Introduction by Dan Eden
In a previous article I wrote about the reason that we get old, worn out and eventually die. It has to do with a material that grows on each end of our DNA molecule. Called a "telomere" this substance has no apparent reason for existing but to provide a kind of blank leader -- like the blank film on n old movie -- that protected the vital DNA code each time it made a copy of itself.
If we could only prevent the telomere from wearing down and shortening -- exposing the vital DNA to errors of replication -- then we could be "immortal!"
While scientists have learned how to save and restore telomeres, there was another problem. If cells like cancer could do this then there was no way to stop their growth. Eventually the "immortal" cancer cells would take over and we would die from that, rather than from old age.
Studies with different chemicals have been conducted to determine how to prolong telomeres while preventing cancer cells from growing. These studies are usually conducted on rats. One such study revealed something totally amazing.
Over the last three years, Gorbunova and Andrei Seluanov, research professor of biology at the University of Rochester, have worked to understand the similarities and differences of how varied but closely related species of rats deal with cancer. When Gorbunova and her team began investigating mole rat cells, they were surprised at how difficult it was to grow the cells in the lab for study.
The mole rat cells simply refused to replicate once a certain number of them occupied a space in the petri dish. Other cells, such as human cells, also cease replication when their populations become too dense, but the mole rat cells were reaching their limit much earlier than other animals' cells. Why?
Naked mole rats are strange, ugly, nearly hairless mouse-like creatures that live in underground communities. Unlike any other mammal, these communities consist of queens and workers more reminiscent of bees than rodents. Naked mole rats can live up to 30 years, which is exceptionally long for a small rodent. Despite large numbers of naked mole-rats under observation, there has never been a single recorded case of a mole rat contracting cancer. Adding to their mystery is the fact that mole rats appear to age very little until the very end of their lives.-- Gorbunova.
Until Gorbunova and Seluanov's research, the prevailing wisdom had assumed that an animal that lived as long as we humans do needed to suppress the telomere activity to guard against cancer. Telomeres help cells reproduce, and cancer is essentially runaway cellular reproduction. An animal living for 70 years has a lot of chances for its cells to mutate into cancer.
In 2006, Gorbunova made the surprising discovery that telomerase -- the enzyme that makes up the telomeres -- is highly active in small rodents like the mole rat.
Gorbunova points out that a rat's life expectancy is often shortened by other factors in nature, such as accidents or being hunted. Since old age was not to be the likely end of the rats nature had afford them the slim cancer risk in exchange for the active telomeres ability to speed healing. The trade-off made sense.
But the fact that mole rats can live so long with no sign of cancer wasn't fitting this model. Something else was preventing the cells, with prolonged telomeres, from becoming cancerous.
"Since cancer is basically runaway cell replication, we realized that whatever was doing this was probably the same thing that prevented cancer from ever getting started in the mole rats," says Gorbunova.
The special gene
Now, Gorbunova believes she has found the primary reason these small animals are staying cancer-free, and it appears to be a kind of overcrowding early-warning gene that the naked mole rat expresses in its cells.
The findings, presented in The Proceedings of the National Academy of Sciences, show that the mole rat's cells express a gene called p16 that makes the cells "claustrophobic," stopping the cells' proliferation when too many of them crowd together, cutting off runaway growth before it can start. This is why the cells refused to grow beyond a certain density in the petri dish.
The effect of p16 is so pronounced that when researchers purposely mutated the cells to induce a tumor, the cells' growth barely changed, whereas regular mouse cells became fully cancerous.
Double barrier
Like many animals, including humans, the mole rats have a gene called p27 that prevents cellular overcrowding, but the mole rats use another, earlier defense in gene p16. Cancer cells tend to find ways around p27, but mole rats have a double barrier that a cell must overcome before it can grow uncontrollably.
"We believe the additional layer of protection conferred by this two-tiered contact inhibition contributes to the remarkable tumor resistance of the naked mole rat," says Gorbunova in the PNAS paper.
Gorbunova and Seluanov are now planning to delve deeper into the mole rat's genetics to see if their cancer resistance might be applicable to humans.
This research was funded by the National Institutes of Health and the Ellison Medical Foundation.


The answer must consist of every line from the data that holds the string "legend".

(Records drawn from a dataset)
--- START ---

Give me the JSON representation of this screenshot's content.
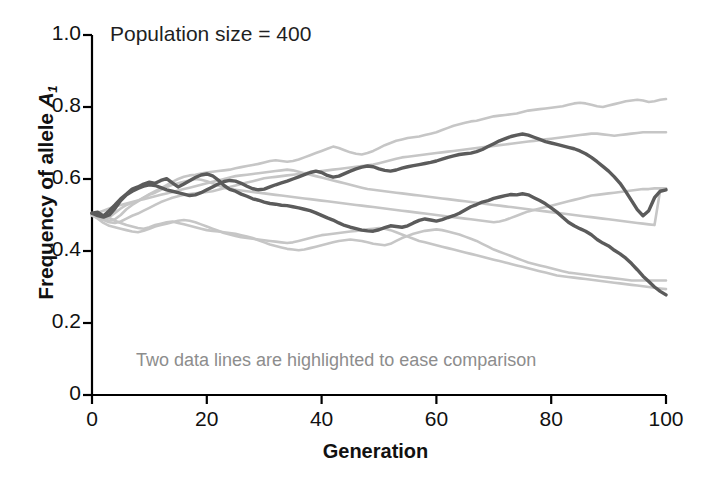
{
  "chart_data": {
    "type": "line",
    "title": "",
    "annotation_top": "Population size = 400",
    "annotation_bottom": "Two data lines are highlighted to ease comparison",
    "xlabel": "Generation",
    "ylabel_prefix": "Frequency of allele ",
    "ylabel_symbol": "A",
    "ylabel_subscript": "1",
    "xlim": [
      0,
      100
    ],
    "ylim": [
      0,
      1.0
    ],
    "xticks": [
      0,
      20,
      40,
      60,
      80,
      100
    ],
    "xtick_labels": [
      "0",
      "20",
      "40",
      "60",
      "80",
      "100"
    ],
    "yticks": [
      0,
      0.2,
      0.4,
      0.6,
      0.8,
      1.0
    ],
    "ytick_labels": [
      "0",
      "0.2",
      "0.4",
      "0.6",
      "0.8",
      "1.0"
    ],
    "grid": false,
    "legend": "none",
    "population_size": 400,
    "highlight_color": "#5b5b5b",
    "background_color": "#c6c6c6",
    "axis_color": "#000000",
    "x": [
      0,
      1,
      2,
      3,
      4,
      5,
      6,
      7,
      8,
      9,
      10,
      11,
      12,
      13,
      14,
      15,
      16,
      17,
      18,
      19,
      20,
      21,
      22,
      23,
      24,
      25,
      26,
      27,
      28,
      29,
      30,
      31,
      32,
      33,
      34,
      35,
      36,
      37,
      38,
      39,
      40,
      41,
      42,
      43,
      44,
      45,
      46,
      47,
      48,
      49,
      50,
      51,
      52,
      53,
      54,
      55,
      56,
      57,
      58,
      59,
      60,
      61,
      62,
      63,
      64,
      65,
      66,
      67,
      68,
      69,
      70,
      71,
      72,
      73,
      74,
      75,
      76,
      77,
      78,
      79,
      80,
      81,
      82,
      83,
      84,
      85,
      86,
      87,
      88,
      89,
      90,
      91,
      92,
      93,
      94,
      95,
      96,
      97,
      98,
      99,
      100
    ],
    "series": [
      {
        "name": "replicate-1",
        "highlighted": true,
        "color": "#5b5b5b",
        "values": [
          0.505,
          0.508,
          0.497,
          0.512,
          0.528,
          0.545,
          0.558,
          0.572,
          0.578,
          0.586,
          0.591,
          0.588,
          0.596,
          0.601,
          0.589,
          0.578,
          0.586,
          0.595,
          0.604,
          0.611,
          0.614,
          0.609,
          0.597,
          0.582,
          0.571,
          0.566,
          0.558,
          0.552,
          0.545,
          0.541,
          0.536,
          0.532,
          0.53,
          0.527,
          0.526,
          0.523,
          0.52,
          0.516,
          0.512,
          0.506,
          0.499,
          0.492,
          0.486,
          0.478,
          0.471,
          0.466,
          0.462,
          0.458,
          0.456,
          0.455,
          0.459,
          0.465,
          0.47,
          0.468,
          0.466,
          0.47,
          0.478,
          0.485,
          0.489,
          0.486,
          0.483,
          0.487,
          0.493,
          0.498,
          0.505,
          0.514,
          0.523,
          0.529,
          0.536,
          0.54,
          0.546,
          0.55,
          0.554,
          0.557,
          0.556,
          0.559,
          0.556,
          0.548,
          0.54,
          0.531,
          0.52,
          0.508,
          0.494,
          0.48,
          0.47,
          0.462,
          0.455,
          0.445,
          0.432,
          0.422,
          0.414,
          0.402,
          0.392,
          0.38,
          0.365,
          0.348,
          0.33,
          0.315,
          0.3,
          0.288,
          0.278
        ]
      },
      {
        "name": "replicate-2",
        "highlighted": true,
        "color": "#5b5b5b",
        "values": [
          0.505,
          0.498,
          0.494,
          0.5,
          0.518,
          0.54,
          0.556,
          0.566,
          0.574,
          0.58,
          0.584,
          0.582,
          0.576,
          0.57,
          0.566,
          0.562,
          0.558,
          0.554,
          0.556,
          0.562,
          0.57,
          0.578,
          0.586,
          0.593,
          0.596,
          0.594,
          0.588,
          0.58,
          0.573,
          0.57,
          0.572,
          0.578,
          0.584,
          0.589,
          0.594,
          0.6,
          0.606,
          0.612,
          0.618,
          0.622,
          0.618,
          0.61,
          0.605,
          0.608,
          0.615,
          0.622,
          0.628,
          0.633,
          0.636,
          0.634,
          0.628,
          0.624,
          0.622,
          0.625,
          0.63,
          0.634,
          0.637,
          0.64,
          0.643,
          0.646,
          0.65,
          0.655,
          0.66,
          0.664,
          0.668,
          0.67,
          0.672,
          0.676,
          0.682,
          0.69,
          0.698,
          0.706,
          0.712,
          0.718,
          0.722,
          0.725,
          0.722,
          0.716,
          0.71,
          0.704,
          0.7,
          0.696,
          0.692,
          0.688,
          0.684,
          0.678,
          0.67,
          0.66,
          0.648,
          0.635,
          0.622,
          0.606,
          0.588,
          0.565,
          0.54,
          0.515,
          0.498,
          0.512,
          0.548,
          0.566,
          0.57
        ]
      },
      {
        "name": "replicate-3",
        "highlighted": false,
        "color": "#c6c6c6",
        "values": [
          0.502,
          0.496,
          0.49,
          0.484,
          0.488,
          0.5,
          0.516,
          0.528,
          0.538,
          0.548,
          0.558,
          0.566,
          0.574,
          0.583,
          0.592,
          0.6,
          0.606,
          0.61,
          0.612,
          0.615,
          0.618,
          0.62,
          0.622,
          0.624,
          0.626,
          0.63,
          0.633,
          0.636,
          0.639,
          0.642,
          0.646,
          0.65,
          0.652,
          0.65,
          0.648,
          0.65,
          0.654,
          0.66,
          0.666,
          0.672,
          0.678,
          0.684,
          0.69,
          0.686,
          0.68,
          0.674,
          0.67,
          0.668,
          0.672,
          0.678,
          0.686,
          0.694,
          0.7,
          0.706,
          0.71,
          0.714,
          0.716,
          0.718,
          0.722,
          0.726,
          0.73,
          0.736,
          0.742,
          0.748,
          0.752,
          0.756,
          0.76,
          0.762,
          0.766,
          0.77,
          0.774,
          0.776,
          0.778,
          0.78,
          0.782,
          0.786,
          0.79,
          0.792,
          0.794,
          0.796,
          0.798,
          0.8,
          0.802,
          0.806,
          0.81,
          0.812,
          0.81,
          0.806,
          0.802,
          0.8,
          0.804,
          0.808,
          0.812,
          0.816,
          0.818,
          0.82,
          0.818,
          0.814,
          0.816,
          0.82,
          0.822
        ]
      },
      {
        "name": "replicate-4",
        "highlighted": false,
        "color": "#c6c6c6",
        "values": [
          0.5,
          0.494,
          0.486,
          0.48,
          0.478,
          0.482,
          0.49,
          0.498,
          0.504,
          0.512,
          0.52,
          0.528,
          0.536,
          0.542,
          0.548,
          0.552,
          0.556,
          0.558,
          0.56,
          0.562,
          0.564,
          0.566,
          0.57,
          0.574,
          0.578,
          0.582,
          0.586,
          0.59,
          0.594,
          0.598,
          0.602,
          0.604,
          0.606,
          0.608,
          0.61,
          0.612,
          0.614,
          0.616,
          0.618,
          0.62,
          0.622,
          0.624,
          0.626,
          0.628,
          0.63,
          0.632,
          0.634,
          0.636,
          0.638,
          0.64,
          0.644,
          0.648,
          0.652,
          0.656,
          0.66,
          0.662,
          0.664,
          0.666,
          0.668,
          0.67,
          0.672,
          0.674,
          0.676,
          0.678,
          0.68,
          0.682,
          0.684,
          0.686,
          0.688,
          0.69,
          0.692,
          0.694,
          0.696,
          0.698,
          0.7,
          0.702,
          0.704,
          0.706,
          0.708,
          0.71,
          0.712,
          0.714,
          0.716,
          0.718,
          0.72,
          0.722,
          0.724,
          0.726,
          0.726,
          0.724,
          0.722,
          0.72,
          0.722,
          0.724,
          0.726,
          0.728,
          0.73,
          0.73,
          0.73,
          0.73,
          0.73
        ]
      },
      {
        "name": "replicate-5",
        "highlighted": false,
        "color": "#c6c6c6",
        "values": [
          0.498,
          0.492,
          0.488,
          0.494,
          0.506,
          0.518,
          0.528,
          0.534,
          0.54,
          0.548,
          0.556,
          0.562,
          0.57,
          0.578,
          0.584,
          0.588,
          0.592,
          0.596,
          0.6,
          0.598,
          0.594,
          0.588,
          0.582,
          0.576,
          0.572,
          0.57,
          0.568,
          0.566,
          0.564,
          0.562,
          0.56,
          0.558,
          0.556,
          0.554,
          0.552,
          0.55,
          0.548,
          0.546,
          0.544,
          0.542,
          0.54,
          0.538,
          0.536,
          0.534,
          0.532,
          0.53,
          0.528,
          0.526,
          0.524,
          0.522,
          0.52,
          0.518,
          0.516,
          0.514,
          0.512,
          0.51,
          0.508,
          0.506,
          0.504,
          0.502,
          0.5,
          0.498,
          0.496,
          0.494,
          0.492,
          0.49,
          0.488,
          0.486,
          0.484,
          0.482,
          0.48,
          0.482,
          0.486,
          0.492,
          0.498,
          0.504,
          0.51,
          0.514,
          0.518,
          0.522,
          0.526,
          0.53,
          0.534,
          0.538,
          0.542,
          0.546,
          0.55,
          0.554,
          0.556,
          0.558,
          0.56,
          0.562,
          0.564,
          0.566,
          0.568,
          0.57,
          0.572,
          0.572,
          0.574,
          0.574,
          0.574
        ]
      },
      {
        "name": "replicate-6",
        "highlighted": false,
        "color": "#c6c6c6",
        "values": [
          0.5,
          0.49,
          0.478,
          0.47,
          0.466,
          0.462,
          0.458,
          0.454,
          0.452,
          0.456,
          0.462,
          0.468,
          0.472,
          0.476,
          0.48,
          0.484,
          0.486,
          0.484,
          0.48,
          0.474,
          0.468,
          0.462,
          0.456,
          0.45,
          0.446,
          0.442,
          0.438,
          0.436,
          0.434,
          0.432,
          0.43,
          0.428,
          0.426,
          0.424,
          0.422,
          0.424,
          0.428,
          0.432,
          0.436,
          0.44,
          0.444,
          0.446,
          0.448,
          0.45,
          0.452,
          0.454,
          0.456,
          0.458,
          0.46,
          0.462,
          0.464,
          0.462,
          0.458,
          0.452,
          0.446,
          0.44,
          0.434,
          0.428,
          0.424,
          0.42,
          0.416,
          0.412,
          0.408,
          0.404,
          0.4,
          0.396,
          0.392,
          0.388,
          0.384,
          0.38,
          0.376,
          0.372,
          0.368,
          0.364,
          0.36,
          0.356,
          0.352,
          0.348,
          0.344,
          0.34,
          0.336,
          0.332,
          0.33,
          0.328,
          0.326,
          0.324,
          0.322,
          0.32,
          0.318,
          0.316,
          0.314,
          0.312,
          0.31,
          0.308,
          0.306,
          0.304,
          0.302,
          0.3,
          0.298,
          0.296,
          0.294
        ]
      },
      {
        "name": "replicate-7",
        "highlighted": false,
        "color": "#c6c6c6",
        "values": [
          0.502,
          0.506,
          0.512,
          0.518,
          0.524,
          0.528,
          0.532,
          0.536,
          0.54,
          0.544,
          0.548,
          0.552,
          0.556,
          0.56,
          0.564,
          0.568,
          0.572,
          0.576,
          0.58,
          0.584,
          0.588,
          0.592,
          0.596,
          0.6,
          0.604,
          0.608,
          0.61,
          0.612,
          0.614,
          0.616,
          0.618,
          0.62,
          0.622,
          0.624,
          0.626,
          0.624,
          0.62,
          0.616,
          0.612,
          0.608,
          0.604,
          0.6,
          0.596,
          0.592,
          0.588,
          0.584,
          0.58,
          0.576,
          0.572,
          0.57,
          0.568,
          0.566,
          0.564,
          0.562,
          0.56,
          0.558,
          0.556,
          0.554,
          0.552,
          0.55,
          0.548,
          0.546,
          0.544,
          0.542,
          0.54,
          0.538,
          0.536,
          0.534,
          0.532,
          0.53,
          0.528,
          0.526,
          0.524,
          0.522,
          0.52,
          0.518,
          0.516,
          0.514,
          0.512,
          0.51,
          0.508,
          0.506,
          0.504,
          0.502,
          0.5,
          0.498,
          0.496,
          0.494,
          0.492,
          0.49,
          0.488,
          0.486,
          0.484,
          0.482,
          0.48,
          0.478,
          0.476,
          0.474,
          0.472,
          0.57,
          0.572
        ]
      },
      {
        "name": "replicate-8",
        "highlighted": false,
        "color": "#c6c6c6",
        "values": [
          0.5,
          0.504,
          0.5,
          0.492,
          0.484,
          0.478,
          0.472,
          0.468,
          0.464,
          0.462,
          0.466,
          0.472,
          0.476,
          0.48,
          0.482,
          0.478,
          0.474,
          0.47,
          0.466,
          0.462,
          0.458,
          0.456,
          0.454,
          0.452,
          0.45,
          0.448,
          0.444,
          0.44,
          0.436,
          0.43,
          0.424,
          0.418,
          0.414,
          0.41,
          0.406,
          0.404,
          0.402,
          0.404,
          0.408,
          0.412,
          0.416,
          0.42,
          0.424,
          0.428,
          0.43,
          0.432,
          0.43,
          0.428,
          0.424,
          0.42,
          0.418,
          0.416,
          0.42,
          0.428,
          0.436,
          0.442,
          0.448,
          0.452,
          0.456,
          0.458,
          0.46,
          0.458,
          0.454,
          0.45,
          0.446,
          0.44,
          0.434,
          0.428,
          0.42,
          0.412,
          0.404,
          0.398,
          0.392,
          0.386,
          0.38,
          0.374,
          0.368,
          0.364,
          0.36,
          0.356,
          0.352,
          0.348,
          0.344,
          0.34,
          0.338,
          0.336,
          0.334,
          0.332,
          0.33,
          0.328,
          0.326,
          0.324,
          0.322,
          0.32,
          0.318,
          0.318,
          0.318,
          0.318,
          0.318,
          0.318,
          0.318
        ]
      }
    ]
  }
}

--- END ---
--- START ---

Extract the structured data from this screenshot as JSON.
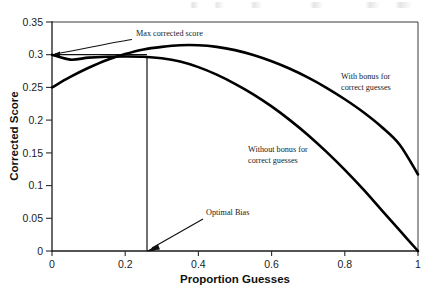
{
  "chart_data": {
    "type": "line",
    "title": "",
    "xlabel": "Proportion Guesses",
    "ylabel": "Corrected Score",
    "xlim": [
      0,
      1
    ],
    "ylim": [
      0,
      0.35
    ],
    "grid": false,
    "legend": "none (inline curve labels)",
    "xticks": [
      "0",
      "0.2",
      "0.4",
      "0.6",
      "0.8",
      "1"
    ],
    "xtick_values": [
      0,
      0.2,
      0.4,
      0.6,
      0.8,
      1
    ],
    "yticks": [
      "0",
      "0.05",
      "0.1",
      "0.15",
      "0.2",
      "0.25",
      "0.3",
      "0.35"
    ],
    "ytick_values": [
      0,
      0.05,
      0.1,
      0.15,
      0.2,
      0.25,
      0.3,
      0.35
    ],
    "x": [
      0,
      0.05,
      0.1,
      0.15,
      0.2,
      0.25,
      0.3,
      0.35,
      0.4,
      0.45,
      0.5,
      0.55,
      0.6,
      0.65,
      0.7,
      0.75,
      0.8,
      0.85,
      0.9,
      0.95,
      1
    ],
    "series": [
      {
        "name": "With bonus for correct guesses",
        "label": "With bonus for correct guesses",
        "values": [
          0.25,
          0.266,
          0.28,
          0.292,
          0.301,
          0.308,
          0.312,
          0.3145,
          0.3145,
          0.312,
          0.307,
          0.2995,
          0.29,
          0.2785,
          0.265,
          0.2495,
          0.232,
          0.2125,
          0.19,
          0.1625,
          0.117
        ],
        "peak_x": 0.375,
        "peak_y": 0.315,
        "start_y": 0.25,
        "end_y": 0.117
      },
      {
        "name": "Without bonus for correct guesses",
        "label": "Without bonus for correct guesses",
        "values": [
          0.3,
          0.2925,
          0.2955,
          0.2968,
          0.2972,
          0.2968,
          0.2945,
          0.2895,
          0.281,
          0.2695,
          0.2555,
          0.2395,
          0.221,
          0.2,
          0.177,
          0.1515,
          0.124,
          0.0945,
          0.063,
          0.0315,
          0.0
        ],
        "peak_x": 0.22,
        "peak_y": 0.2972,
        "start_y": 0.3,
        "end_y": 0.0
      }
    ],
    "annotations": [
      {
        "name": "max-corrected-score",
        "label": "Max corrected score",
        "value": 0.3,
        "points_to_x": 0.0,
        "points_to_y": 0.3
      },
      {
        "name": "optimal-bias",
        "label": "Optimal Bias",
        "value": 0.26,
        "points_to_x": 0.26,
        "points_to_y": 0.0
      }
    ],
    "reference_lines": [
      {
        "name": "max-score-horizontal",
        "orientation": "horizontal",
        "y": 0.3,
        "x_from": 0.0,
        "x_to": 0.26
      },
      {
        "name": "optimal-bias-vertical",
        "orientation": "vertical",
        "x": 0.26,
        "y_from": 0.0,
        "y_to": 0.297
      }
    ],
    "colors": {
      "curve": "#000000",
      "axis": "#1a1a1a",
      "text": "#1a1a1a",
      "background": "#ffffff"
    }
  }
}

--- END ---

- **Solution to the problem**:
    "legend": "none",
    "legend": "none (inline curve labels)",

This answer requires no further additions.